High Tension (2003) by Alexandre Aja


Director: Alexandre Aja
Year: 2003
Country: France/Romania
Alternate Titles: Haute tension; Switchblade Romance
Genre: Slasher

Plot:
Heading out into the countryside, a woman visiting her family with a friend finds that a vicious serial killer has targeted the house and begun killing them off one-by-one forcing them to find a way of fighting the killer and stopping him from continuing his rampage.

Review:

This here proved to be quite the fun and highly enjoyable slasher effort. One of the most impressive things about the film is the way it engages all the senses, especially sound, to create a mood of mounting dread and suspense. It's all about being haunted by the squeaks of the killer's shoes on the floor, the labored breathing as he walks up the stairs, or the dull sound his bloodied scalpel makes when he wipes it off on his overalls that play just as important role in this as anything else in the film, and it works absolutely marvelously. The first half of the film is as good as anything out there, being this mounting of suspense through an ingenious use of having the characters survive the slaughter through the house and staying just out of eye-view from the killer as every suspense trick is used with hiding in the room where the killer lurks, covering their tracks, and really depending on the presence of the killer there to get most of the suspense out of the film that really works and is quite powerful.

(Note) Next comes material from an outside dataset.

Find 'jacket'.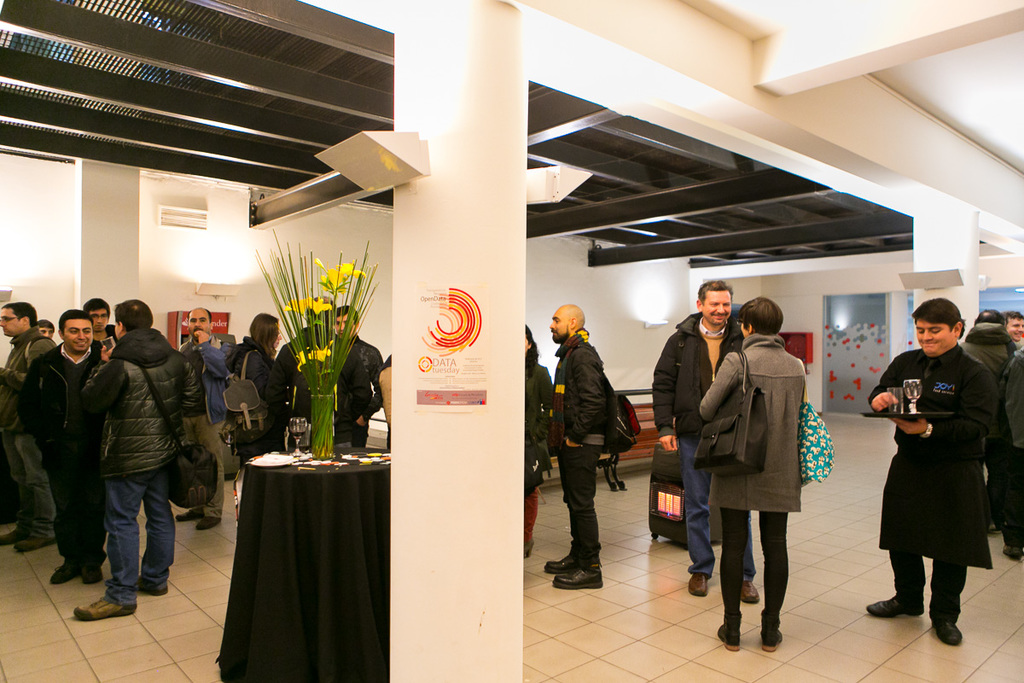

That plays into the fact that this is an incredibly gory film that offers a slew of highly violent and vicious bloodletting that's all the better that all of the gore was practical and CGI is nowhere to be seen. The ending does have a lot going for it as well, including a really impressive car chase that ends in a really nice stunt, tons of gore inflicted on all the participants, some incredibly clever stalking scenes, and just a relentless pace. Then there's the ending, which while it isn't the best one ever done is really clever and nicely used throughout one that does leave a lasting mark. All in all, this wasn't that bad.

Frankly, there's only one thing in here that really doesn't work, and that's the twist ending. In the attempt to blow the mind with the mega-twist that re-writes the logic of all that came before, all that is achieved instead is that it completely evaporates the plausibility of all that did come before it. This brings about so many questions that go unanswered simply by the way it goes about including the twist simply to ensure a successful unimagined twist, as there's that phone call at the gas station getting made, how the car crash happened, or what the gas-station attendant was looking at being just several of the unanswered and utterly confusing questions this leaves. That is the reason why this doesn't work, which isn't that it's a badly done twist, just an illogical one, and is the only issue holding it back.


Overview: ****/5
A tad overrated but still a good movie, there's not much holding this one back as the majority of the positives here are far more impactful on this one against that lone issue. Those who are fans of this particular style of genre fare or are fans of the creative crew will have a lot to like here while those turned off by the approach should heed caution.